Yeah. Thank you for the question on that. So to kind of part it back, how are we thinking about the migration of one of our developers off platform? We now, as of the end of Q1, we acquired Blackout Bingo and Domino's Gold. So we own and operate now three of the top five titles in the platform. This actually happened in Q3 of last year, but when that particular developer left the platform, there were 34 titles, two of which we have contractual rights through March of 2027. And then the other 32, which we had contractual exclusivity up through December. We migrated the first 32 titles in Q3, so in quarters. And so you can see kind of the result of that in our numbers. We are now looking at, I think you mentioned SolitaireQ, but looking at the migration to future state. And we have, you know, quite a number of Solitaire titles on platform as well as the owned and operated title, Solitaire Skills.
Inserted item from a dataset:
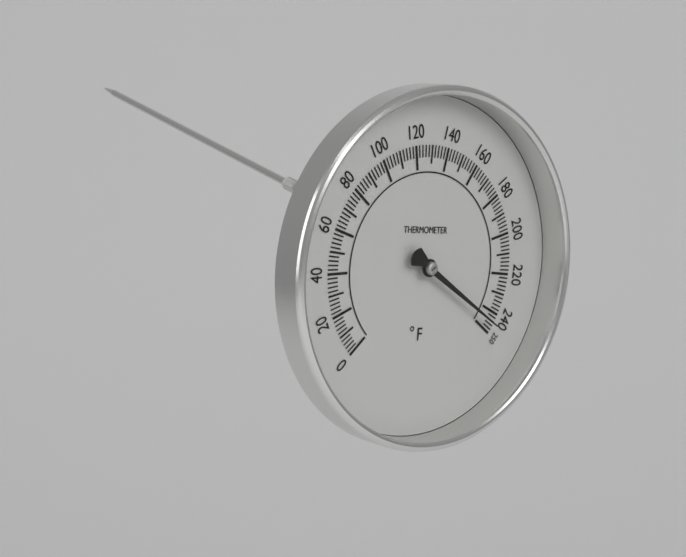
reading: 246 °F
Understood. Thank you very much.
And we'll take a follow-up from Ed Alter from Jefferies.
Great, thanks for letting me back in. I just wanted to follow up on the last question. With you guys now making your own Solitaire game, buying Blackout and Domino's Gold, it seems like a decently large strategy shift to now you guys own most of the large games on the platform. Is this how to think about the business going forward, or just some of the rationale for doing that shift?
Yeah, first of all, thank you for the question. But, you know, I would say, yes, owning and operating is a shift from the historic only third party and second party relationships with developers. You may be aware that we've been, you know, second party or investor in content for a number of years. I want to say, you know, Over five years pre-IPO, we've owned a stake in content on the platform. Now owning and operating. So if you think about first party, second party, third party, now we're entering into first party relationships with content. So owned and operated. And the way we think about this is if there's a category on system and a piece of content like Solitaire, where there's relatively little development in the future, acquiring a developer or developer's game or building a game in that category, it creates a stability for the platform and a consistent offering that we can have for the platform, which actually is a benefit to every developer on the platform who's building new content and exploring new genres. It's very much a strategy that I think we've seen with Epic at a much larger scale running Fortnite or it's Valve with Steam, their platform, running Dota 2 and Counter-Strike. I think this is a common thing in the gaming industry in terms of gaming platforms and something that we think makes a lot of sense for the future of the business.
Great, thanks.
And everyone at this time, there are no further questions. This does conclude our conference for today. We would like to thank you all for your participation. You may now disconnect.